From the self-portrait to the selfie, we are inherently driven by the need or desire to represent ourselves in images. Across history, from ancient Egypt to well-known self-portraits by Rembrandt, Van Gogh, and Frida Kahlo, over time and circumstance the purpose and means of representation shift and change. With the rise to dominance of advertising media and consumer-driven economic models during the 1970s and ‘80s, artist Andy Warhol presciently recognized the potential of the self to be commoditized and transformed into a marketable ‘brand’. Today, representation of the self and identity are often defined through the intrusive and distorted lens of media technologies and corporate culture. We knowingly accept and perpetuate fabricated illusions and manipulations of truth, seduced by our desires to consume and be consumed.

For her project Other Sister, Toronto-based artist Jen Mann has constructed an elaborate, fictional narrative that enticingly engages, as it simultaneously critiques our contemporary culture of self-representation. ‘Other Sister’ is the persona and name of the girl-pop group that consists of the artist and two of her friends that are sisters. On display are ambitious series’ of works in a range of media that include painting, sculpture, sound, video, performance, merchandise and social media components, all convincingly designed to represent the band. The exhibition playfully mixes vocabularies of art and marketing, and confuses boundaries between fact and fiction. Enter and exit through the gift shop where a vinyl record produced by the band, and other related merchandise is available for purchase. Within the gallery spaces the alluring made up faces and costumes of the band members are lusciously rendered in billboard-scale paintings resembling luxury ads and glossy magazine covers. A viewing room presents several of the band’s self-produced music videos. All of it real, all of it for sale, all of it produced by the artist – and at the same time, as viewers eventually discover, ‘Other Sister’, the band, is not a real entity. All is not as it seems in the world of marketing and promotion. Yet, astonishingly, these days we fully accept that there is no truth in advertising. We knowingly suspend our disbelief and happily ‘buy into’ the fantasy because it makes us feel good, and we consummate that emotion through the ultimate affirmative expression of our culture: the financial transaction. Mann has generously provided us with a range of options to suit all budgets, from masterful paintings and expertly-crafted sculptures for the discerning collector or institution, to the album, the apparel, and inexpensive pins and stickers. We are all invited to participate!

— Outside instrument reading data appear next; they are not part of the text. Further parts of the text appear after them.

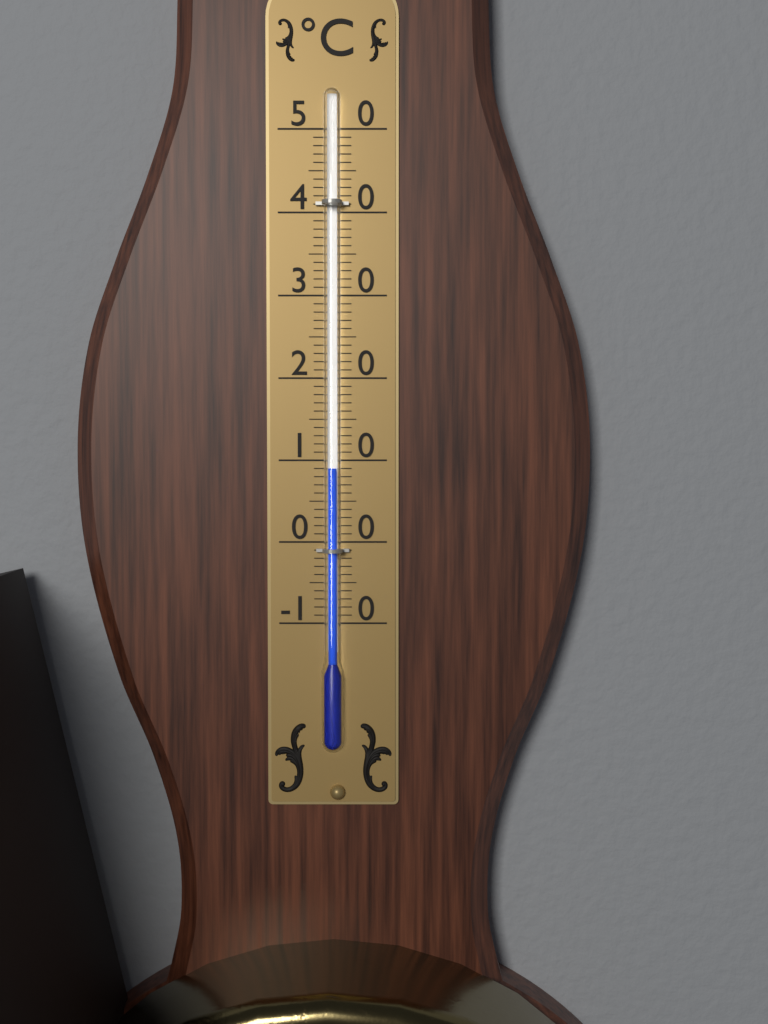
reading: 9 °C
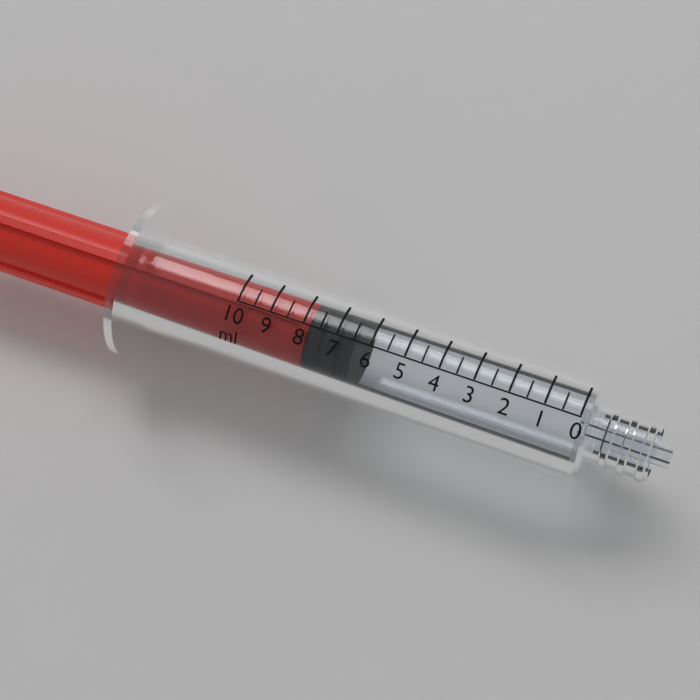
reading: 6.5 ml
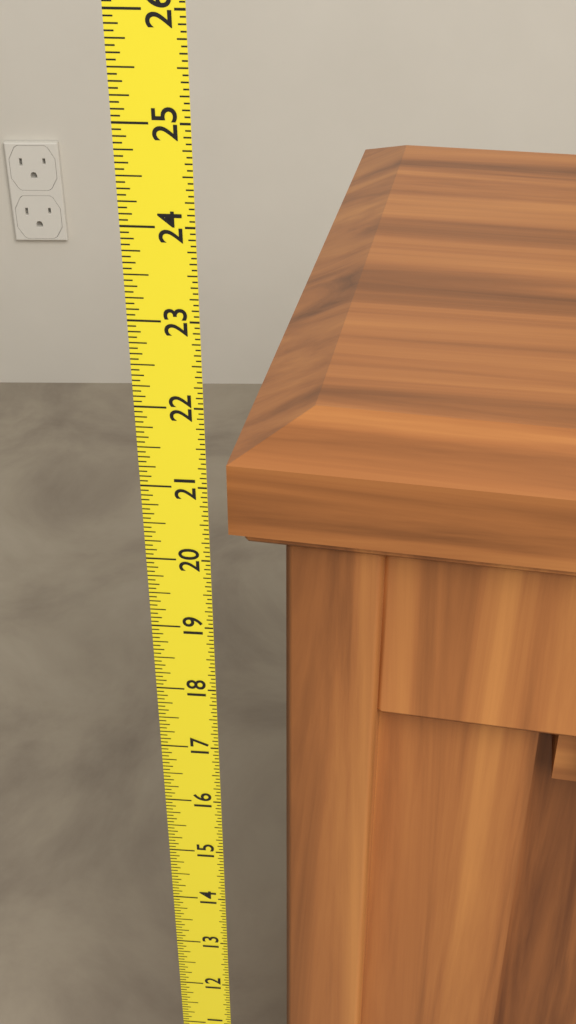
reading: 21.5000 (no unit)
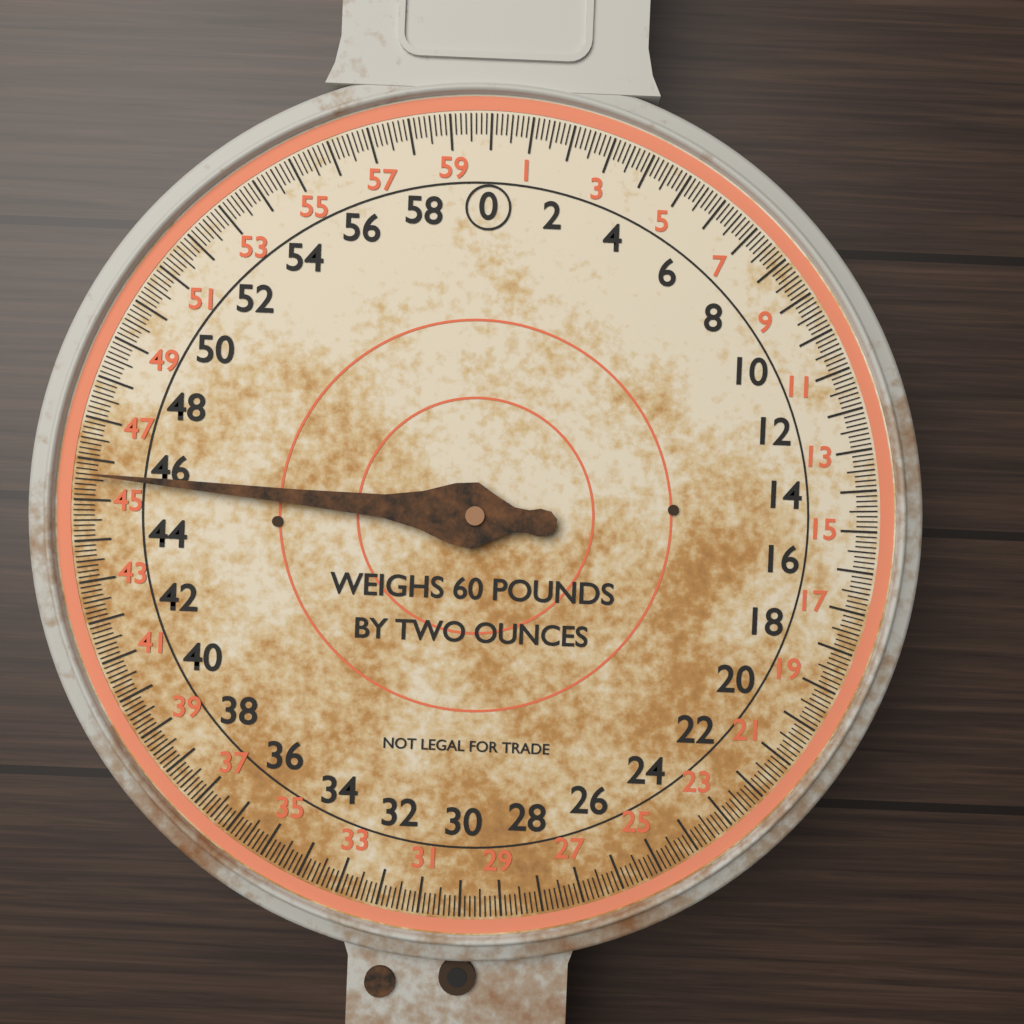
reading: 45.625 lb
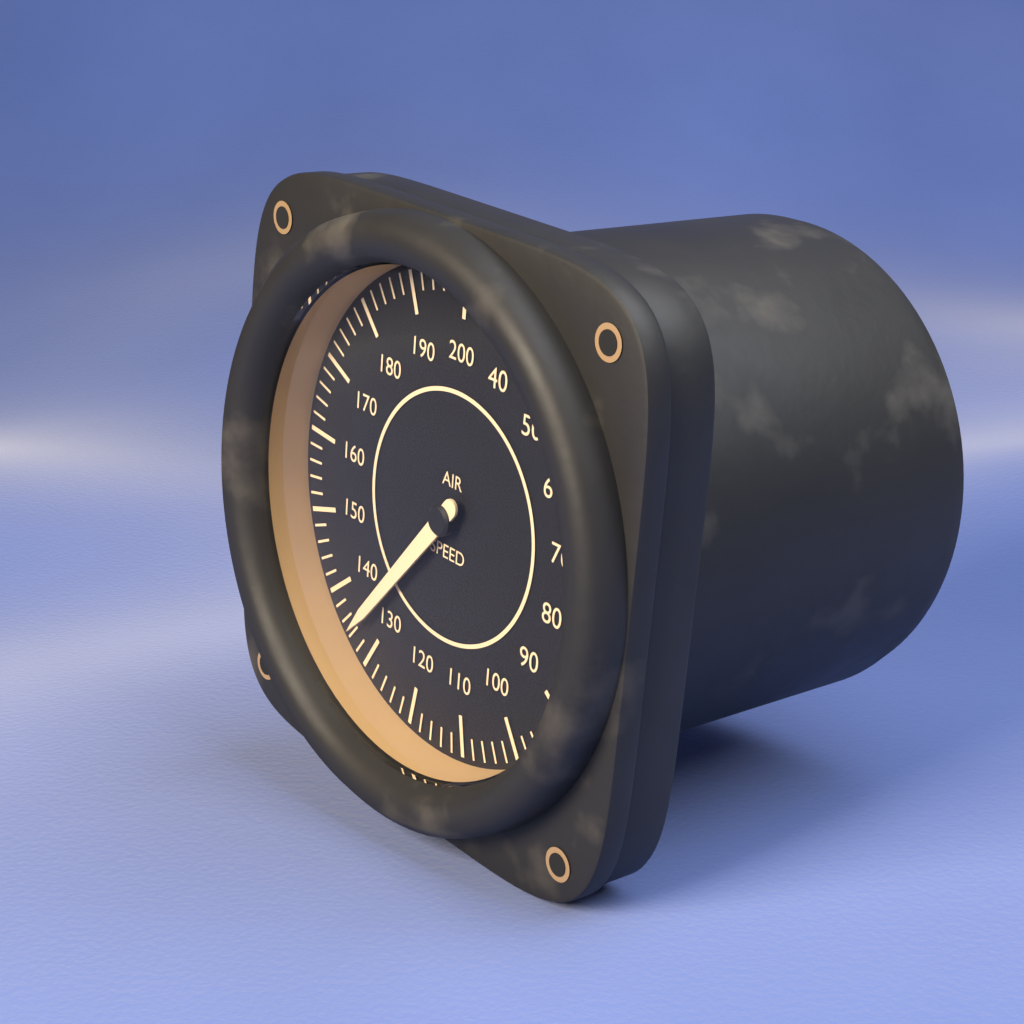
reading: 134 (no unit)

However, this display, this project, is not really about the band, ‘Other Sister’. While we may allow ourselves to be caught up in the fantasy, the items on display reside within the space and context of cultural critique. Beneath the convincingly seductive surfaces, other discourses are at play. ‘Other Sister’, the exhibition, is a conceptual experience meant to confront our, and the artist’s complicity in a culture of manipulation, false promise and illusion. The vulnerable surfaces of desire reflect more complicated emotions and fears, underlying social and economic conditions, as well as other dynamics and manipulations of power and spirit.

Since Warhol’s time, from pop music and film, to the proliferation of contemporary art fairs and biennales, art and culture have become multi-billion-dollar global industries that function effectively as agents of capitalist economic systems. Given his commercial background, Warhol was among the pioneers in merging the vocabularies of art and commerce, advertising and marketing, models that are by now standard in today’s arts and cultural industries. Innovatively making use of the tools and technologies available at the time, he played upon the desires and fantasies embodied by consumer and celebrity culture to fabricate and market identities and accompanying mythologies that blurred fact and fiction.

In our current era, with the pervasiveness of technologies and entrenched consumer-driven economic systems, distinguishing fact from fiction, truth from reality, recognizing boundaries between public and private space, has become even more complex. Where and how do we find our place in the world? How do we perceive ourselves, and relate and connect to others, when reality and identity are wholly defined through the lens of economic value and the corporate gaze? Where identity may have once held deep meaning based around intimate relationships to family, community, history, geography, it is now a product itself. Identity and private information are commodities to be bought, sold or stolen. Our value to society is determined by our ability to produce and consume. Reflecting the dominant paradigm of their culture, through ‘Other Sister’, Mann constructs identity through an alluring advertising aesthetic of desirability and consumption. With the right industry marketing and promotion, it is perfectly feasible that ‘Other Sister’ could be the next big thing. Whether or not they even exist doesn’t really matter.

The story of ‘Other Sister’ is a layered, narrative fiction; an ambitious cultural project that challenges us to question our role and our agency in the evolution of our individual and collective identities. How do we represent ourselves when every aspect of our lives are monetized, monitored and transformed into product and brand? With ‘Other Sister’ Jen Mann treads a delicate line that, perhaps, we all do, as participants in cycles of consumption, and raises uncomfortable questions around the cultural conditions of our time that shape and define identity.